In his “Red Rant” speech in Philadelphia a couple of weeks ago, President Biden told the American public that MAGA Republicans wanted to take away our freedoms.
But if my memory serves me right, and I have thought for some time that Biden’s party has come out against the freedom of speech in the First amendment and they attack the Second Amendment, that’s the one that gives us the right to bear arms.
I have written several times about the First Amendment, and it’s very important that we all know the rights that are granted to the people of the United States in that amendment. Those rights include the freedom of religion, speech, press, the right of the people to peacefully to assemble, and to petition the government for a redress of grievances.
You are allowed to bring your grievance before any government body and you can do that without fear of physical or financial harm. However, the government body is under no obligation to address your concern.
There are those that say that the Constitution is outdated, so I would like to put forth some of the reasons some feel it’s outdated, that was published by the Hoover Institution six years ago.
“How our founding document undermines effective government, and why we need a more powerful presidency.
“The media’s wall-to-wall coverage of Donald Trump and the presidential horserace is a distraction from the main event. The point of the horserace, and all politics, is to run a government is precisely what we don’t have. America’s greatest challenge is that it is burdened by a government that doesn’t work, and indeed is dysfunctional.

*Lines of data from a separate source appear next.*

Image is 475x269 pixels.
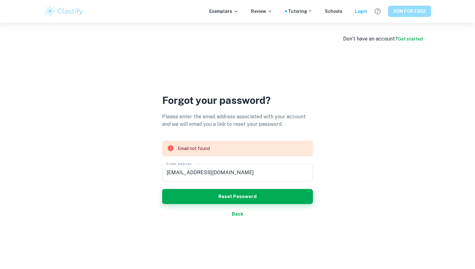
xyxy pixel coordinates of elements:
button: Back [162,207,313,222]
a: Login [355,8,367,15]
button: JOIN FOR FREE [388,6,431,17]
p: Please enter the email address associated with your account and we will email you a link to reset... [162,113,313,128]
p: Review [251,8,272,15]
a: Schools [325,8,342,15]
button: Help and Feedback [372,6,383,17]
a: Tutoring [288,8,312,15]
div: Email not found [178,143,210,155]
p: Forgot your password? [162,93,313,108]
div: Don’t have an account? [343,35,423,43]
label: Email address [166,161,191,166]
img: Clastify logo [44,5,84,18]
a: Get started [398,36,423,41]
p: Exemplars [209,8,238,15]
button: Reset Password [162,189,313,204]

“Congress is right at the center of the nation’s modern-day dysfunction. As a decision-maker, it is inexcusable bad. It is immobilized, impotent, and utterly incapable of taking effective action on behalf of the nation.
“With some exception, Congress has never been capable of crafting effective policy responses to the nation’s problems.

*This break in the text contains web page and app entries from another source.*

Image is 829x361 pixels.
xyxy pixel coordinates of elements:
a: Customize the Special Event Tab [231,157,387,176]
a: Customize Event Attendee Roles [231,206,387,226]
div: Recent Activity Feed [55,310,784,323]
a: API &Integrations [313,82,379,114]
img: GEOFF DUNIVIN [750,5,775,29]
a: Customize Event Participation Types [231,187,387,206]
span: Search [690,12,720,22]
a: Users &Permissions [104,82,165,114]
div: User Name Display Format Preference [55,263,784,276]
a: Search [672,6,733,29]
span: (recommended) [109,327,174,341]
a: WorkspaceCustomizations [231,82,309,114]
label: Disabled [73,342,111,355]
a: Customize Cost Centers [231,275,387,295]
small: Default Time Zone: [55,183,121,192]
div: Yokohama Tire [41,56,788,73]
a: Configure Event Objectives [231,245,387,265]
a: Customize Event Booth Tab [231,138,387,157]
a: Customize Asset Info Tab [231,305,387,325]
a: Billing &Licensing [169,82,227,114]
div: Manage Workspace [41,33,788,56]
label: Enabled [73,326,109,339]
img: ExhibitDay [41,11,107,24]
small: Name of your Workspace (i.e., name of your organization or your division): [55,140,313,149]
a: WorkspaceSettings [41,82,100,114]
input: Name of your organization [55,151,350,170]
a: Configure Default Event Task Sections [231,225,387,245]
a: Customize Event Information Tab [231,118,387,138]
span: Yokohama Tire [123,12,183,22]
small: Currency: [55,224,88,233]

“Congress’s pathologies rooted in the constitution, the ultimate problem is the Constitution itself. The founders crafted a government 225 years ago for a simple agrarian society of just four million people, some 700,000 of whom were slaves. Of the free population, 95 percent were farmers. Government was not expected to do much, and the founders, mainly concerned about avoiding’ tyranny of the majority’ purposed designed a byzantine government that couldn’t do much, separating authority across the various branches of government and filling it with veto points that made coherent policy action exceedingly difficult.
“This approach to governance may have been fine for the late 1700s. Within 100 years, the nation grew to fifteen times its original population, stretched all the way to the Pacific, and was developing along the way, from rapacious monopoly to tainted meats to unregulated drugs, that the founders never anticipated and their antiquated government was never designed to solve. It is already a relic of the past.
“What can we do? A practical strategy is to seek out small, low-risk constitutional changes that promise big pay-offs for effective government. Here, specifically, is an approach that makes eminently good sense: With congress the prime source of dysfunction, it should be moved to the periphery of the policymaking process where its pathologies can do less damage, and president should be moved to the center where he can do the most good.
“All presidents aspire to be the nation’s problem-solvers in chief. And if policymaking power can be shifted in their direction, and away from Congress, the prospects for effective government will be much improved.”
A strong President is a scary idea, but it would take the special interest people out of decision-making.